Smart Forests

How are forests becoming digital environments?

The Smart Forests project investigates the social-political impacts of digital technologies that monitor and govern forest environments.

In October 2022, we launched our research platform the Smart Forests Atlas—a living archive and virtual fieldsite exploring how digital technologies are transforming forests. The Atlas platform includes open data from the Smart Forests project, and provides tools for researchers, stakeholders and publics to gather, explore, analyse, annotate, reflect on and reimagine smart forest knowledges and technologies.

The Smart Forests project is led by Professor Jennifer Gabrys and is part of the Planetary Praxis research group based in the Department of Sociology at the University of Cambridge. Funded through a European Research Council (ERC) Consolidator Grant, the project investigates the increasing use of digital technologies to monitor and manage forests for addressing environmental change.

Forests are crucial to acting on environmental change. They are key contributors to the carbon cycle and biodiversity, as well as air and water quality. At the same time, digital technologies are reshaping forests in order to manage and enhance their environmental contributions. However, these new technologies are generating social-political impacts that have yet to be extensively researched. This project addresses the crucial question of how forests are becoming “smart” through the increasing use of digital technologies to manage these environments. Smart forests span locations from Germany to New York City to Thailand, and from remote to urban areas.

Smart Forests asks not just how digital technologies are remaking forests, but also investigates how forests become social-political technologies for addressing environmental change. Situated at the intersection of science and technology studies (STS), political ecology and digital media studies, the research will demonstrate how these technologies impact socio-ecological relations, and will propose more equitable approaches to digital and environmental practice and policy.

Selected publications from the Smart Forests project include:

Westerlaken, Michelle, Jennifer Gabrys, Danilo Urzedo, and Max Ritts. “Unsettling Participation by Foregrounding More-Than-Human Relations in Digital Forests.” Environmental Humanities 15, no. 1 (2023): 87–108. DOI: 10.1215/22011919-10216173.

Gabrys, Jennifer. “Forests that Compute.” In Plants by Numbers: Art, Computation, and Queer Feminist Technoscience. Edited by Jane Prophet and Helen V. Pritchard. London: Bloomsbury Press, 2023.

Gabrys, Jennifer. “Internet of Trees.” In More Posthuman Glossary. Edited by Rosi Braidotti, Emily Jones, and Goda Klumbyte. London: Bloomsbury Press, 2022.

Westerlaken, Michelle, Jennifer Gabrys, and Danilo Urzedo. “Digital Gardening with a Forest Atlas: Designing a Pluralistic and Participatory Open-Data Platform.” In PDC ‘22: Proceedings of the 17th Participatory Design Conference 2022 – Embracing Cosmologies: Expanding Worlds of Participatory Design, Vol. 2 (August 2022), 25-32.

Gabrys, Jennifer, Michelle Westerlaken, Danilo Urzedo, Max Ritts, and Trishant Simlai. “Reworking the Political in Digital Forests: The Cosmopolitics of Socio-technical Worlds.” Progress in Environmental Geography 1, nos. 1-4 (2022): 58-83. DOI: 10.1177/27539687221117836.

Urzedo, Danilo, Michelle Westerlaken, and Jennifer Gabrys. “Digitalizing Forest Landscape Restoration: A Social and Political Analysis of Emerging Technological Practices.” Environmental Politics 32, no. 3 (2023; published online 20 July 2022), 485-510. DOI: 10.1080/09644016.2022.2091417.

Gabrys, Jennifer. “Programming Nature as Infrastructure in the Smart Forest City.” In the anniversary special issue, Splintering Urbanism at 20. Edited by Colin McFarlane, Alan Wiig, Jonathan Rutherford, and Andrew Karvonen. Journal of Urban Technology 29, no. 1 (2022): 13-19.

Gabrys, Jennifer. “The Forest That Walks: Digital Fieldwork and Distributions of Site.” In the special issue, Critical Walking Methodologies and Oblique Agitations of Place. Edited by Stephanie Springgay and Sarah E. Truman (WalkingLab). Qualitative Inquiry 28, no. 2 (2022): 228-235. First published online 4 September 2021.

Gabrys, Jennifer. “Sensing a Moving Planet.” In Critical Zones: The Science and Politics of Landing on Earth. Edited by Bruno Latour and Peter Weibel, 342-343. ZKM and MIT Press, 2020.

Gabrys, Jennifer. “Smart Forests and Data Practices: From the Internet of Trees to Planetary Governance.” Big Data & Society 7, no. 1 (14 February 2020): 1-10.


ABOUT THIS EXERCISE — Copy each line of the records below that has "pixels" in it.

[Element data from apps and pages]
++++++++++

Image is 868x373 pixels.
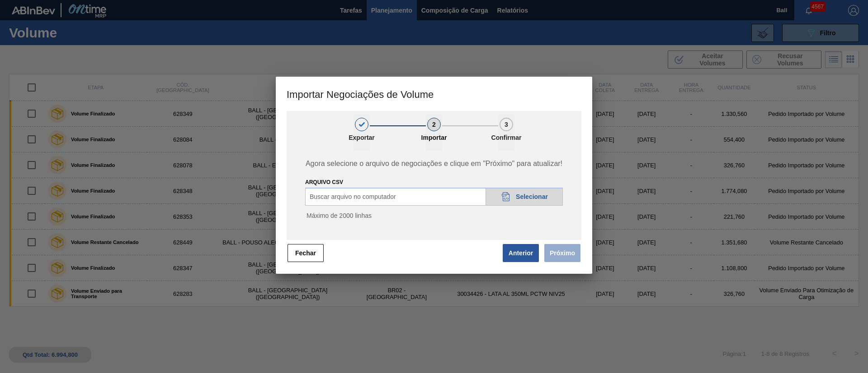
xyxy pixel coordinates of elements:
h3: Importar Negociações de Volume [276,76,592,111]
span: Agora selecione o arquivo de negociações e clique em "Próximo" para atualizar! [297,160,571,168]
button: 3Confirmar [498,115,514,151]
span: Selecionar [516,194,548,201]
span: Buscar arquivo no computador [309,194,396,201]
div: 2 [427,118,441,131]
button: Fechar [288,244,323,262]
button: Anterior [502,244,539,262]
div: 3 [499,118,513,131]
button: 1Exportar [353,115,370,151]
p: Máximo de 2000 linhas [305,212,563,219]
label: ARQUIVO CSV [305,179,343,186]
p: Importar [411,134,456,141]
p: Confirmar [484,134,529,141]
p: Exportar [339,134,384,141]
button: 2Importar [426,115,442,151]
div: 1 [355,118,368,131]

++++++++++

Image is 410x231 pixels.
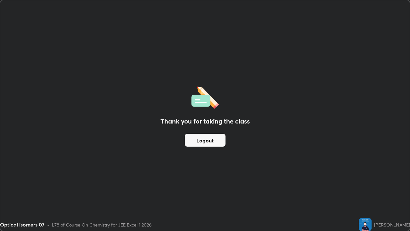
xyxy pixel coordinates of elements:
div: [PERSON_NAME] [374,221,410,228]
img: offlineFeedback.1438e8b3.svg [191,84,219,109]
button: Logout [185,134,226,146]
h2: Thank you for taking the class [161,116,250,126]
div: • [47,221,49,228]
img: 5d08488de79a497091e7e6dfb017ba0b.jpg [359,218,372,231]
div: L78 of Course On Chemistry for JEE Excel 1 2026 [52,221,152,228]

++++++++++

WRITTEN ANSWER —
Image is 868x373 pixels.
Image is 410x231 pixels.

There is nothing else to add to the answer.